The SIDRRA project aims to enhance adaptability and strengthen resilience among at-risk communities in Asia and amplify local voices in decision-making processes. It promotes multi-stakeholder engagement to ensure that adaptation strategies are grounded in the realities of those most affected. By bridging policy and practice, the project helps local knowledge influence regional resilience agendas.
Practical Action India is conducting an exploratory study titled “Strengthening South Asian Early Action: Scaling Technology-Enabled Risk Information Systems” to address a critical governance gap: the disconnect between early warnings and inclusive early action for vulnerable populations.
Project Overview
While significant investments have been made on hazard monitoring and early warning systems, it has not effectively reduced preventable losses. The report argues that the failure of these systems is not fundamentally a technical issue but rather a disaster risk governance (DRG) gap. This gap is characterized by three compounding failures: one-way broadcasts that lack feedback loops, inaccessible messaging that fails to reach marginalized groups like women and persons with disabilities, and accountability voids where institutional roles for taking action are unclear. Additionally, a lack of horizontal coordination between neighboring communities and frontline services often results in fragmented responses even when warnings are received.
The study is primarily desk-led and focuses on identifying technology-specific best practices for risk communication and coordination that can lead to a shift from merely issuing warnings to ensuring those warnings trigger inclusive early action. The study aims to generate recommendations that can transferred across South Asian contexts.
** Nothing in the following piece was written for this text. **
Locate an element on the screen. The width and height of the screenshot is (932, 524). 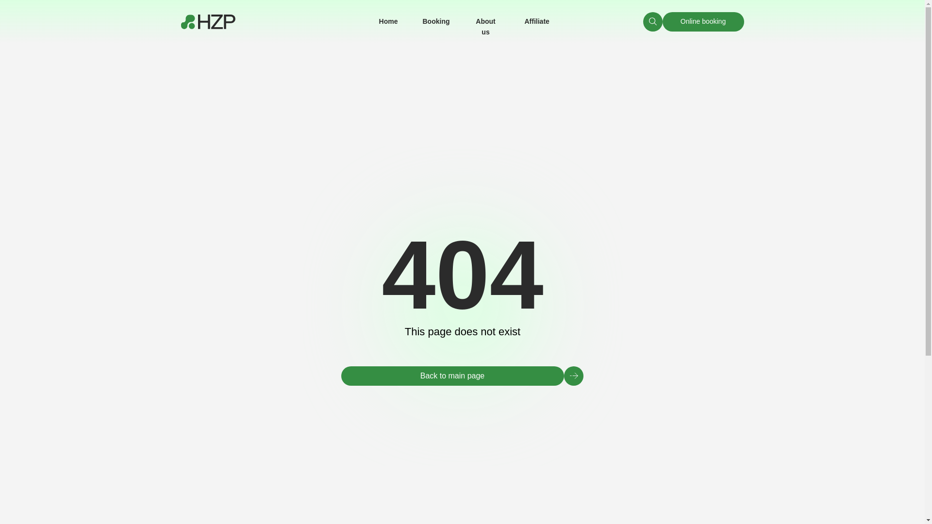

Objectives: The core objective of the study is to generate 8–12 technology-specific best practice principles and a transferability matrix to strengthen inclusive disaster risk governance across South Asia. To achieve this, the research applies three analytical lenses: vertical two-way systems between institutions and communities, horizontal linkages for lateral coordination, and inclusion and accessibility to identify who is being left out.
Methodology: The methodology relies on a structured desk review of existing literature and case documentation (80%) supplemented by targeted validation through 10–12 key-informant conversations and a virtual workshop with regional partners in Nepal and Bangladesh (20%).
Expected Outcomes
- Diagnosis of Early Warning Systems: An evidence-based analysis of why early warning systems often fail to prompt inclusive action, with clear implications for disaster risk governance (DRG).
- Governance Recommendations: Practical guidance on establishing two-way communication systems between institutions and communities, enhancing accountability and coordination for inclusive early action.
- The study aims to seed a medium-term investment case and provide advocacy-ready assets that can be used by regional partners to build more resilient and inclusive early action systems
No Comments
Sorry, the comment form is closed at this time.